(Part 1) SmartGPT: One Man's Innovation Outperforms OpenAI's GPT-4

An individual, equipped with nothing but a few straightforward techniques, has demonstrated a method to outperform GPT-4’s performance. He named his innovation SmartGPT, and in a two-part video series, I’ll explain what it is and why it’s so crucial for you as an analytics leader.

In essence, this innovator outperformed GPT-4 by deconstructing a complex problem into a series of steps, each involving multiple calls to the GPT-4 model. These steps are pretty straightforward. I’ll sidestep the intricate details about prototype design, edge cases, and jargon because frankly, they’re not pivotal for our discussion.

So here are the three steps: In step one, he begins with a task and generates multiple outcomes from a single prompt. In step two, he requests the model to scrutinize each result and identify the logical errors and shortcomings. Finally, in step three, he prompts the model to select the best result based on its logical integrity.

He further showcases how SmartGPT significantly outperforms generic GPT-4 by using examples from a TED talk titled “Why AI Is Incredibly Smart and Shockingly Stupid” by Yejin Choi. He presents a few of GPT-4’s “shockingly stupid” results and demonstrates how SmartGPT elegantly resolves them, providing context.

Next, he evaluates its performance against a benchmark known as MMLU (Massive Multitask Language Understanding). This new benchmark, more challenging and akin to human evaluation methods, encompasses 57 subjects spanning STEM, humanities, social sciences, and more. Its difficulty ranges from an elementary level to an advanced professional level, testing both worldly knowledge and problem-solving ability. The vastness and breadth of the subjects make the benchmark perfect for pinpointing a model’s blind spots.

Here’s the crux: GPT-4 scores approximately 85% on this test, human experts score around 90%, and he demonstrates results that suggest SmartGPT can achieve ~95%. His argument is compelling because SmartGPT correctly answers half of the questions that GPT-4 got wrong.

What’s truly remarkable is that everything demonstrated can be constructed as a software function. These are simple steps that utilize results published by others in the research community. So, from a user’s perspective, it operates much like GPT-4. Because it needs to make multiple calls to the GPT-4 API it will be slower and more expensive.

In the second part of the video series, I’ll delve into why these results are so vital for enterprise analytics leaders and their implications for your large language model strategy. Before I conclude, let’s appreciate the enormity of these results. A single person, without any resources, using a couple of techniques from the wider research community, demonstrated a straightforward method to outperform GPT-4. Now, had this been Google’s achievement, they’d be shouting it from the rooftops. Instead, they unveiled a rather lackluster array of incremental features, most of which are already available elsewhere.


Exercise goal:
What you return should be the entries, unchanged, without their pictures.

Record set:

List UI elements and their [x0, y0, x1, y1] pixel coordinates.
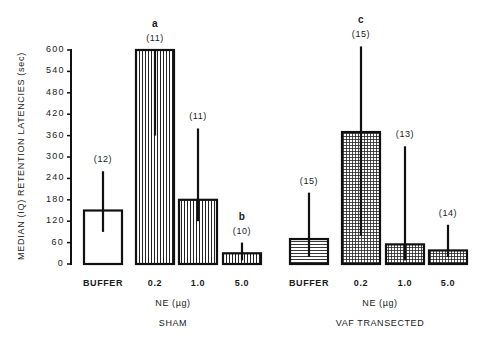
- y-tick-label: 240: [46, 172, 64, 182]
- sham-x-axis-label: NE (µg): [155, 298, 190, 308]
- y-tick-label: 540: [46, 65, 64, 75]
- significance-marker: c: [358, 14, 364, 25]
- y-tick-label: 300: [46, 151, 64, 161]
- n-label: (11): [189, 111, 207, 121]
- n-label: (12): [94, 154, 112, 164]
- n-label: (15): [300, 176, 318, 186]
- sham-group-label: SHAM: [159, 318, 187, 328]
- x-tick-label: 1.0: [398, 278, 412, 288]
- n-label: (10): [233, 226, 251, 236]
- significance-marker: a: [152, 18, 158, 29]
- y-tick-label: 120: [46, 215, 64, 225]
- y-tick-label: 60: [46, 237, 64, 247]
- y-tick-label: 480: [46, 87, 64, 97]
- y-tick-label: 600: [46, 44, 64, 54]
- y-axis: [67, 49, 71, 265]
- y-tick-label: 180: [46, 194, 64, 204]
- n-label: (11): [146, 33, 164, 43]
- n-label: (15): [352, 29, 370, 39]
- x-tick-label: BUFFER: [83, 278, 123, 288]
- bar-chart: [0, 0, 495, 350]
- significance-marker: b: [239, 211, 246, 222]
- y-axis-label: MEDIAN (IQ) RETENTION LATENCIES (sec): [16, 52, 26, 260]
- x-tick-label: 0.2: [148, 278, 162, 288]
- x-tick-label: 5.0: [235, 278, 249, 288]
- n-label: (13): [396, 129, 414, 139]
- x-tick-label: 5.0: [441, 278, 455, 288]
- x-tick-label: BUFFER: [289, 278, 329, 288]
- y-tick-label: 420: [46, 108, 64, 118]
- y-tick-label: 0: [46, 258, 64, 268]
- vaf-group-label: VAF TRANSECTED: [336, 318, 425, 328]
- bars: [84, 46, 467, 264]
- x-tick-label: 1.0: [191, 278, 205, 288]
- x-tick-label: 0.2: [354, 278, 368, 288]
- y-tick-label: 360: [46, 130, 64, 140]
- n-label: (14): [439, 208, 457, 218]
- vaf-x-axis-label: NE (µg): [362, 298, 397, 308]
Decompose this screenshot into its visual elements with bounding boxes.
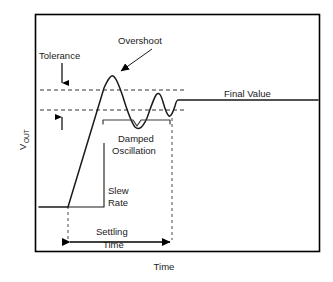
settling-time-diagram: Final Value Overshoot Tolerance Damped O…	[0, 0, 333, 282]
overshoot-label: Overshoot	[118, 35, 162, 46]
slew-rate-label-line1: Slew	[108, 185, 129, 196]
settling-time-label-line1: Settling	[96, 226, 128, 237]
tolerance-label: Tolerance	[39, 50, 80, 61]
settling-time-chart: Final Value Overshoot Tolerance Damped O…	[0, 0, 333, 282]
final-value-label: Final Value	[224, 88, 271, 99]
damped-oscillation-label-line2: Oscillation	[112, 145, 156, 156]
y-axis-label-subscript: OUT	[23, 129, 30, 143]
slew-rate-label-line2: Rate	[108, 197, 128, 208]
damped-oscillation-label-line1: Damped	[118, 133, 154, 144]
y-axis-label-main: V	[17, 143, 28, 150]
y-axis-label: V OUT	[17, 129, 30, 150]
x-axis-label: Time	[154, 261, 175, 272]
settling-time-label-line2: Time	[103, 239, 124, 250]
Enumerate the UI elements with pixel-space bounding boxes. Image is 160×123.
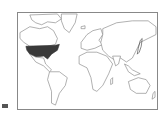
region-africa: [79, 52, 113, 91]
region-madagascar: [111, 78, 113, 85]
region-southeast-asia: [124, 64, 140, 76]
region-europe: [81, 29, 103, 51]
region-united-states: [26, 44, 60, 59]
world-map-svg: [18, 13, 157, 109]
region-new-zealand: [152, 91, 155, 99]
region-australia: [128, 78, 150, 94]
region-india: [113, 56, 121, 66]
region-iceland: [81, 26, 85, 29]
legend-marker: [2, 104, 8, 108]
region-canada: [20, 27, 57, 47]
region-south-america: [48, 72, 68, 105]
region-greenland: [61, 14, 77, 33]
region-asia: [101, 21, 156, 62]
world-map: [17, 12, 158, 110]
region-arctic-islands: [30, 14, 62, 25]
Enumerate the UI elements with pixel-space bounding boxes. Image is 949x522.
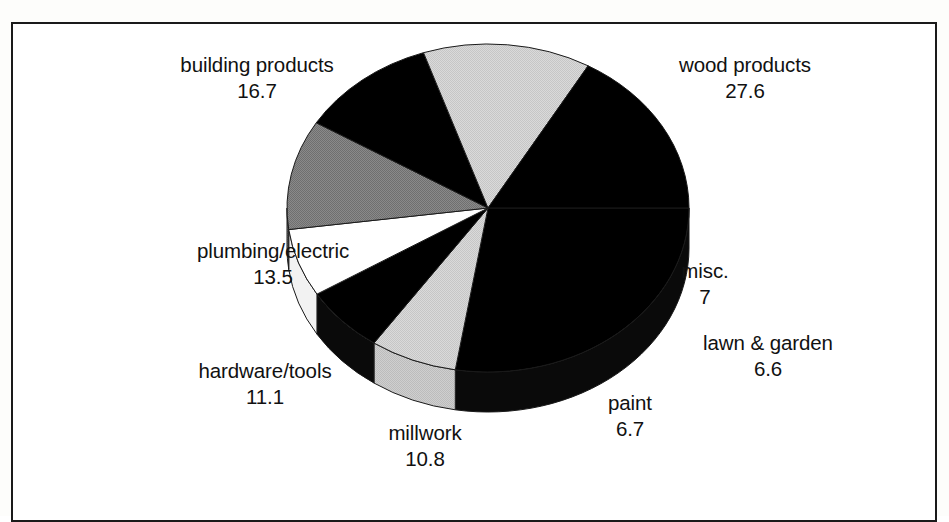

Reply to the exercise:
List UI elements and their [x0, y0, x1, y1] pixel coordinates.
- y-tick-label: 240: [46, 172, 64, 182]
- sham-x-axis-label: NE (µg): [155, 298, 190, 308]
- y-tick-label: 540: [46, 65, 64, 75]
- significance-marker: c: [358, 14, 364, 25]
- y-tick-label: 300: [46, 151, 64, 161]
- n-label: (11): [189, 111, 207, 121]
- n-label: (12): [94, 154, 112, 164]
- n-label: (15): [300, 176, 318, 186]
- sham-group-label: SHAM: [159, 318, 187, 328]
- x-tick-label: 1.0: [398, 278, 412, 288]
- n-label: (10): [233, 226, 251, 236]
- significance-marker: a: [152, 18, 158, 29]
- y-tick-label: 120: [46, 215, 64, 225]
- y-tick-label: 60: [46, 237, 64, 247]
- y-tick-label: 480: [46, 87, 64, 97]
- y-tick-label: 600: [46, 44, 64, 54]
- y-axis: [67, 49, 71, 265]
- y-tick-label: 180: [46, 194, 64, 204]
- n-label: (11): [146, 33, 164, 43]
- n-label: (15): [352, 29, 370, 39]
- x-tick-label: BUFFER: [83, 278, 123, 288]
- bar-chart: [0, 0, 495, 350]
- significance-marker: b: [239, 211, 246, 222]
- y-axis-label: MEDIAN (IQ) RETENTION LATENCIES (sec): [16, 52, 26, 260]
- x-tick-label: 0.2: [148, 278, 162, 288]
- x-tick-label: 5.0: [235, 278, 249, 288]
- n-label: (13): [396, 129, 414, 139]
- x-tick-label: 5.0: [441, 278, 455, 288]
- x-tick-label: BUFFER: [289, 278, 329, 288]
- y-tick-label: 420: [46, 108, 64, 118]
- y-tick-label: 0: [46, 258, 64, 268]
- vaf-group-label: VAF TRANSECTED: [336, 318, 425, 328]
- bars: [84, 46, 467, 264]
- x-tick-label: 1.0: [191, 278, 205, 288]
- x-tick-label: 0.2: [354, 278, 368, 288]
- y-tick-label: 360: [46, 130, 64, 140]
- n-label: (14): [439, 208, 457, 218]
- vaf-x-axis-label: NE (µg): [362, 298, 397, 308]
Decompose this screenshot into its visual elements with bounding boxes.
settling-time-diagram: Final Value Overshoot Tolerance Damped O…	[0, 0, 333, 282]
overshoot-label: Overshoot	[118, 35, 162, 46]
slew-rate-label-line1: Slew	[108, 185, 129, 196]
settling-time-label-line1: Settling	[96, 226, 128, 237]
tolerance-label: Tolerance	[39, 50, 80, 61]
settling-time-chart: Final Value Overshoot Tolerance Damped O…	[0, 0, 333, 282]
final-value-label: Final Value	[224, 88, 271, 99]
damped-oscillation-label-line2: Oscillation	[112, 145, 156, 156]
y-axis-label-subscript: OUT	[23, 129, 30, 143]
slew-rate-label-line2: Rate	[108, 197, 128, 208]
damped-oscillation-label-line1: Damped	[118, 133, 154, 144]
y-axis-label-main: V	[17, 143, 28, 150]
y-axis-label: V OUT	[17, 129, 30, 150]
x-axis-label: Time	[154, 261, 175, 272]
settling-time-label-line2: Time	[103, 239, 124, 250]
Enumerate the UI elements with pixel-space bounding boxes. Image is 160×123.
region-africa: [79, 52, 113, 91]
region-madagascar: [111, 78, 113, 85]
region-southeast-asia: [124, 64, 140, 76]
region-europe: [81, 29, 103, 51]
region-united-states: [26, 44, 60, 59]
world-map-svg: [18, 13, 157, 109]
region-new-zealand: [152, 91, 155, 99]
region-australia: [128, 78, 150, 94]
region-india: [113, 56, 121, 66]
region-iceland: [81, 26, 85, 29]
legend-marker: [2, 104, 8, 108]
region-canada: [20, 27, 57, 47]
region-south-america: [48, 72, 68, 105]
region-greenland: [61, 14, 77, 33]
region-asia: [101, 21, 156, 62]
world-map: [17, 12, 158, 110]
region-arctic-islands: [30, 14, 62, 25]
Enumerate the UI elements with pixel-space bounding boxes. Image is 949x522.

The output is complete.